Jonathan Adams wrote:
> [ snipped...]
>
> Looking at the ::kmem_cache output:
>
> 32-bit:
> >::kmem_cache ! grep streams_dblk_1984
> cac2e2b0 streams_dblk_1984 020f 00 2048 9
>
> 64-bit
> > ::kmem_cache ! grep streams_dblk_1936
> ec0033c08 streams_dblk_1936 0269 00 2048 602
>
> The third field is the "flags" field; this contains the full reason
> for all the differences you noticed.
>
> 32-bit: KMF_HASH | KMF_CONTENTS | KMF_AUDIT | KMF_DEADBEEF | KMF_REDZONE
> 64-bit: KMF_HASH | KMF_CONTENTS | KMF_AUDIT | KMF_FIREWALL |
> KMF_NOMAGAZINE
>
> The flags they both have are KMF_HASH (buffers require a hash table to
> track control structures), KMF_CONTENTS (record contents of buffer
> upon free), KMF_AUDIT (record information about each allocation and
> free).
>
> The 64-bit cache is a firewall cache; this means the buffer size is
> rounded up to a multiple of PAGESIZE, and all buffers are allocated so
> that the end of the buffer is at the end of a page.
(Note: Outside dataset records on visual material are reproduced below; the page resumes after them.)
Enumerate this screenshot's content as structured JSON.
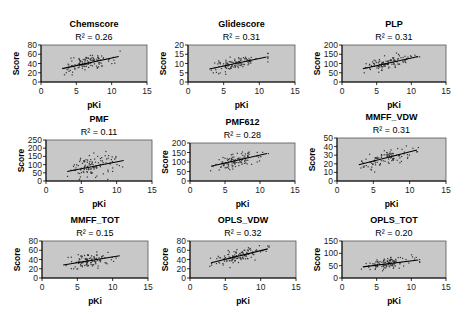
{
  "figure": {
    "panel_count": 9,
    "layout": "3x3 grid",
    "plot_background": "#c8c8c8",
    "point_color": "#333333",
    "line_color": "#000000"
  },
  "chart_data": [
    {
      "type": "scatter",
      "title": "Chemscore",
      "annotation": "R² = 0.26",
      "r2": 0.26,
      "xlabel": "pKi",
      "ylabel": "Score",
      "xlim": [
        0,
        15
      ],
      "ylim": [
        0,
        80
      ],
      "xticks": [
        "0",
        "5",
        "10",
        "15"
      ],
      "yticks": [
        "0",
        "20",
        "40",
        "60",
        "80"
      ],
      "trendline": {
        "x": [
          3,
          11
        ],
        "y": [
          29,
          55
        ]
      },
      "point_x_range": [
        2.8,
        11.2
      ],
      "point_count": 120,
      "residual_spread": 10,
      "seed": 11
    },
    {
      "type": "scatter",
      "title": "Glidescore",
      "annotation": "R² = 0.31",
      "r2": 0.31,
      "xlabel": "pKi",
      "ylabel": "Score",
      "xlim": [
        0,
        15
      ],
      "ylim": [
        0,
        20
      ],
      "xticks": [
        "0",
        "5",
        "10",
        "15"
      ],
      "yticks": [
        "0",
        "5",
        "10",
        "15",
        "20"
      ],
      "trendline": {
        "x": [
          3,
          11
        ],
        "y": [
          7,
          13.5
        ]
      },
      "point_x_range": [
        2.8,
        11.2
      ],
      "point_count": 110,
      "residual_spread": 2.2,
      "seed": 23
    },
    {
      "type": "scatter",
      "title": "PLP",
      "annotation": "R² = 0.31",
      "r2": 0.31,
      "xlabel": "pKi",
      "ylabel": "Score",
      "xlim": [
        0,
        15
      ],
      "ylim": [
        0,
        200
      ],
      "xticks": [
        "0",
        "5",
        "10",
        "15"
      ],
      "yticks": [
        "0",
        "50",
        "100",
        "150",
        "200"
      ],
      "trendline": {
        "x": [
          3,
          11
        ],
        "y": [
          72,
          138
        ]
      },
      "point_x_range": [
        2.8,
        11.2
      ],
      "point_count": 110,
      "residual_spread": 22,
      "seed": 37
    },
    {
      "type": "scatter",
      "title": "PMF",
      "annotation": "R² = 0.11",
      "r2": 0.11,
      "xlabel": "pKi",
      "ylabel": "Score",
      "xlim": [
        0,
        15
      ],
      "ylim": [
        0,
        250
      ],
      "xticks": [
        "0",
        "5",
        "10",
        "15"
      ],
      "yticks": [
        "0",
        "50",
        "100",
        "150",
        "200",
        "250"
      ],
      "trendline": {
        "x": [
          3,
          11
        ],
        "y": [
          58,
          125
        ]
      },
      "point_x_range": [
        2.8,
        11.2
      ],
      "point_count": 110,
      "residual_spread": 40,
      "seed": 41
    },
    {
      "type": "scatter",
      "title": "PMF612",
      "annotation": "R² = 0.28",
      "r2": 0.28,
      "xlabel": "pKi",
      "ylabel": "Score",
      "xlim": [
        0,
        15
      ],
      "ylim": [
        0,
        200
      ],
      "xticks": [
        "0",
        "5",
        "10",
        "15"
      ],
      "yticks": [
        "0",
        "50",
        "100",
        "150",
        "200"
      ],
      "trendline": {
        "x": [
          3,
          11
        ],
        "y": [
          78,
          145
        ]
      },
      "point_x_range": [
        2.8,
        11.2
      ],
      "point_count": 110,
      "residual_spread": 24,
      "seed": 53
    },
    {
      "type": "scatter",
      "title": "MMFF_VDW",
      "annotation": "R² = 0.31",
      "r2": 0.31,
      "xlabel": "pKi",
      "ylabel": "Score",
      "xlim": [
        0,
        15
      ],
      "ylim": [
        0,
        50
      ],
      "xticks": [
        "0",
        "5",
        "10",
        "15"
      ],
      "yticks": [
        "0",
        "10",
        "20",
        "30",
        "40",
        "50"
      ],
      "trendline": {
        "x": [
          3,
          11
        ],
        "y": [
          19,
          36
        ]
      },
      "point_x_range": [
        2.8,
        11.2
      ],
      "point_count": 100,
      "residual_spread": 5.5,
      "seed": 67
    },
    {
      "type": "scatter",
      "title": "MMFF_TOT",
      "annotation": "R² = 0.15",
      "r2": 0.15,
      "xlabel": "pKi",
      "ylabel": "Score",
      "xlim": [
        0,
        15
      ],
      "ylim": [
        0,
        80
      ],
      "xticks": [
        "0",
        "5",
        "10",
        "15"
      ],
      "yticks": [
        "0",
        "20",
        "40",
        "60",
        "80"
      ],
      "trendline": {
        "x": [
          3,
          11
        ],
        "y": [
          28,
          48
        ]
      },
      "point_x_range": [
        2.8,
        11.2
      ],
      "point_count": 110,
      "residual_spread": 9,
      "seed": 71
    },
    {
      "type": "scatter",
      "title": "OPLS_VDW",
      "annotation": "R² = 0.32",
      "r2": 0.32,
      "xlabel": "pKi",
      "ylabel": "Score",
      "xlim": [
        0,
        15
      ],
      "ylim": [
        0,
        80
      ],
      "xticks": [
        "0",
        "5",
        "10",
        "15"
      ],
      "yticks": [
        "0",
        "20",
        "40",
        "60",
        "80"
      ],
      "trendline": {
        "x": [
          3,
          11
        ],
        "y": [
          33,
          63
        ]
      },
      "point_x_range": [
        2.8,
        11.2
      ],
      "point_count": 115,
      "residual_spread": 9,
      "seed": 83
    },
    {
      "type": "scatter",
      "title": "OPLS_TOT",
      "annotation": "R² = 0.20",
      "r2": 0.2,
      "xlabel": "pKi",
      "ylabel": "Score",
      "xlim": [
        0,
        15
      ],
      "ylim": [
        0,
        150
      ],
      "xticks": [
        "0",
        "5",
        "10",
        "15"
      ],
      "yticks": [
        "0",
        "50",
        "100",
        "150"
      ],
      "trendline": {
        "x": [
          3,
          11
        ],
        "y": [
          45,
          73
        ]
      },
      "point_x_range": [
        2.8,
        11.2
      ],
      "point_count": 105,
      "residual_spread": 14,
      "seed": 97
    }
  ]
}
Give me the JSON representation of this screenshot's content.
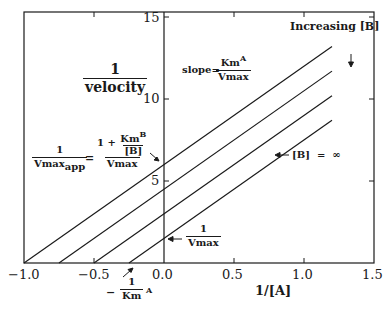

The allocation is
> then done in such a way that there is an unmapped VA hole *after* that
> page, and so that allocation addresses are not re-used recently. The
> magazine (that is, caching) layer of the cache is disabled, which
> means that the objects are freed and unmapped immediately upon
> kmem_cache_free().
>
> The 32-bit cache is a standard debugging cache; the slabs are five
> pages long, which is 9 buffers / slab (0x5000 / 0x540); the extra 40
> bytes is a "REDZONE", used to detect buffer overruns, etc. The
> magazine layer is *enabled*, which means that freed buffers are
> cached, until the system notices that we're running low on space.
>
> The difference only exists on DEBUG kernels, and is because
> firewalling is not done on 32-bit platforms, since the allocation
> patterns used waste and fragment VA space.
>
> On a non-debug system, the setup will be pretty much the same between
> 32-bit and 64-bit systems.
>
Hi Jonathan,
I have a question about your comments above:
Raymond have told me he already set the kmem_flags = 0xf in the system,
why the kmem cache debug flags are still different between 32bit and
64bit kernel?
The kmem_flags setting should be effecting for all of cache, right?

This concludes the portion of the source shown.